Self-exposure Therapy (May be Considered) Level C: is a variant of CBT that utilizes a technique of “graded exposure.” The patient is instructed to make a hierarchy list based of the severity of anxiety provoking events/dreams. The patient is then instructed to move through the situations on the

hierarchy at his or her own rate, starting with lowest anxiety situation on the list until the fear/anxiety has decreased. The exposure is done on a daily basis with documentation in a journal of his or her experiences.

Systematic Desensitization (Suggested) Level B: is a type of behavioral therapy that uses the principle of gradually exposing the patient to what he or she fears. This technique is also called “graduated exposure therapy.” The patient is trained to cope and manage the stressors gradually before the patient is actually exposed to the feared object or situation.

Progressive Deep Muscle Relaxation [PDMR] (Suggested) Level B: involves tensing and releasing the muscles, one body part at a time, to bring about a feeling of physical relaxation and reduction in anxiety and stress.

Hypnosis or Hypnotherapy (May be Considered) Level C: is a trance-like state of mind. Hypnosis creates a state of deep relaxation which helps the mind to concentrate intensely on a specific thought, memory, feeling, or sensation without distractions and making the person open to suggestions that can be used to change certain thought or behavior.

Eye Movement Desensitization and Reprocessing [EMDR] (May be Considered) Level C: is a specialized treatment modality targeting anxiety, which may manifest as physiological, behavioral and cognitive dysfunction. The treatment involves psycho-education, sleep hygiene and progressive muscle relaxation training. Exposure procedures such as writing out and rescripting the nightmares, home work assignments, problem solving, and coping strategies are intended to help deal with the nightmares. This form of treatment is similar to IRT except for type of exposure utilized.

The Testimony Method (May be Considered) Level C: is a brief variant of a trauma exposure technique. Trauma survivors are invited to tell the story of their traumatic experiences and document them in a written format with the help of the therapist.

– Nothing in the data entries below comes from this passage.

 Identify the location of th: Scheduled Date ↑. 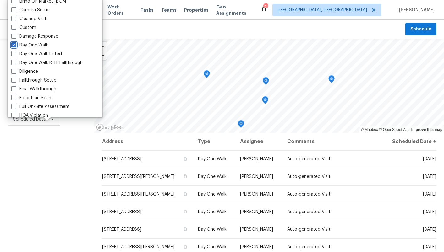
(409, 142).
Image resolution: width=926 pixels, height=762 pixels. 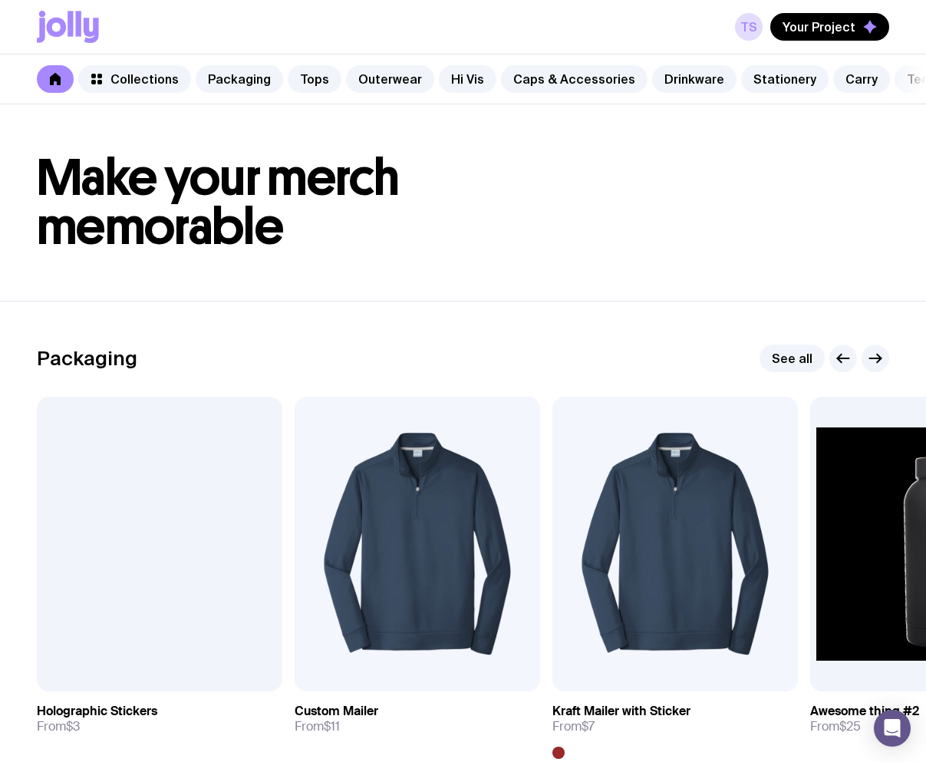 I want to click on h3: Custom Mailer, so click(x=336, y=711).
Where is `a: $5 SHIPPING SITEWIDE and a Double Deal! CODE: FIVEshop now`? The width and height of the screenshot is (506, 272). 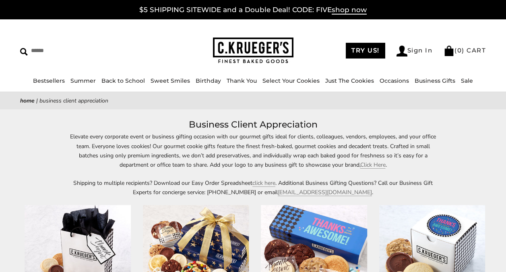 a: $5 SHIPPING SITEWIDE and a Double Deal! CODE: FIVEshop now is located at coordinates (253, 10).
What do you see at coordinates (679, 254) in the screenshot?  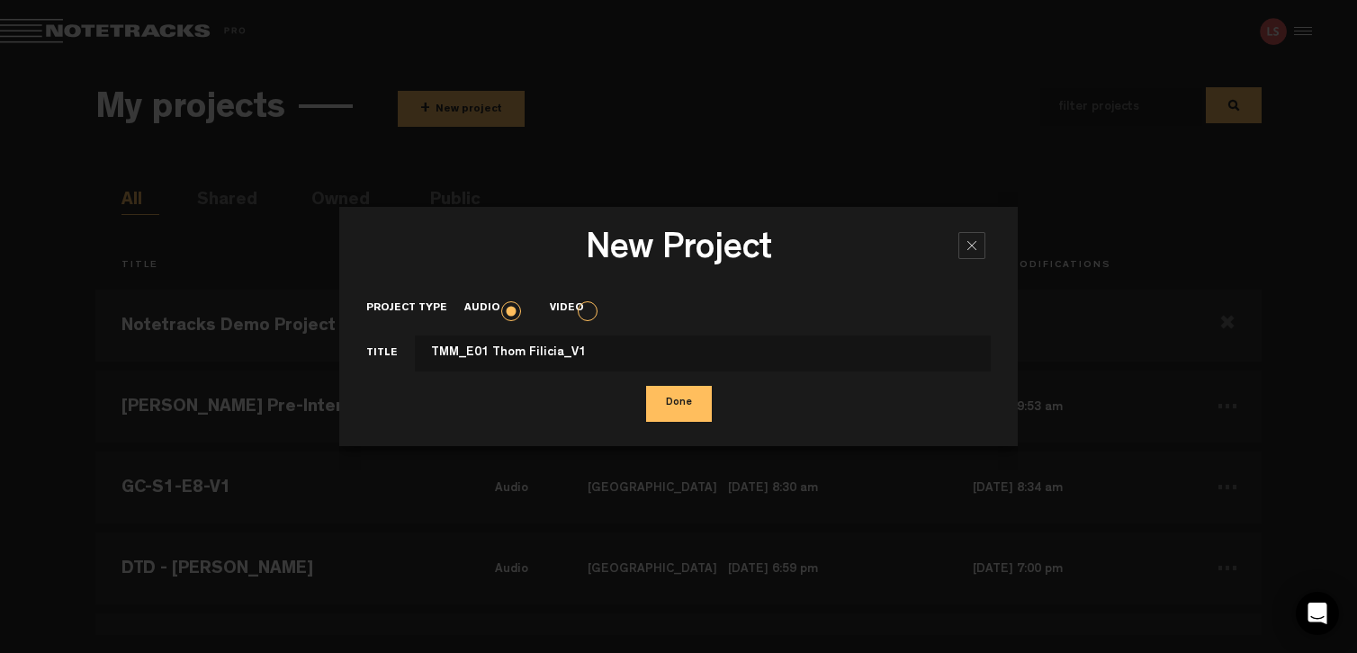 I see `h3: New Project` at bounding box center [679, 254].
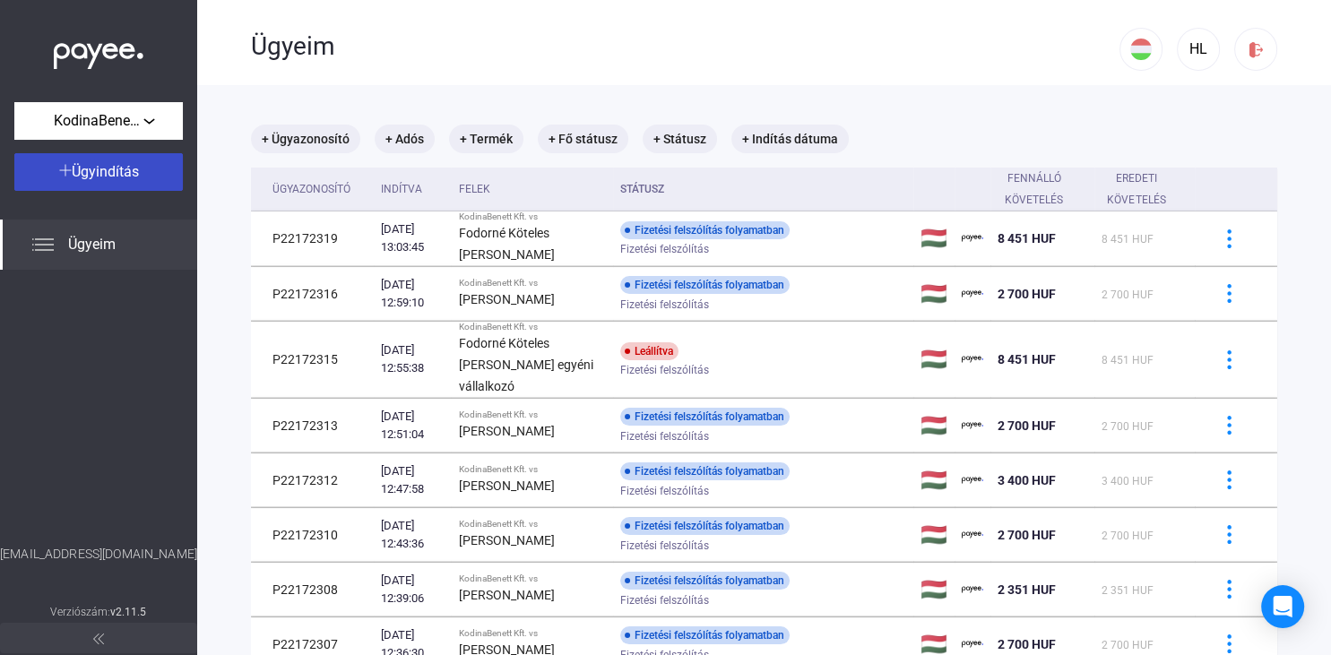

Individual Psychotherapy (No recommendation): refers to a treatment intervention between a patient and a therapist, who is usually a psychiatrist, psychologist or an individual with specialized training in psychotherapeutic techniques such as therapeutic alliance, psychoanalysis etc. The therapy may focus on issues that are current or in the past along with associated thoughts, experiences, behaviors, and interactions and their role in the patient’s life.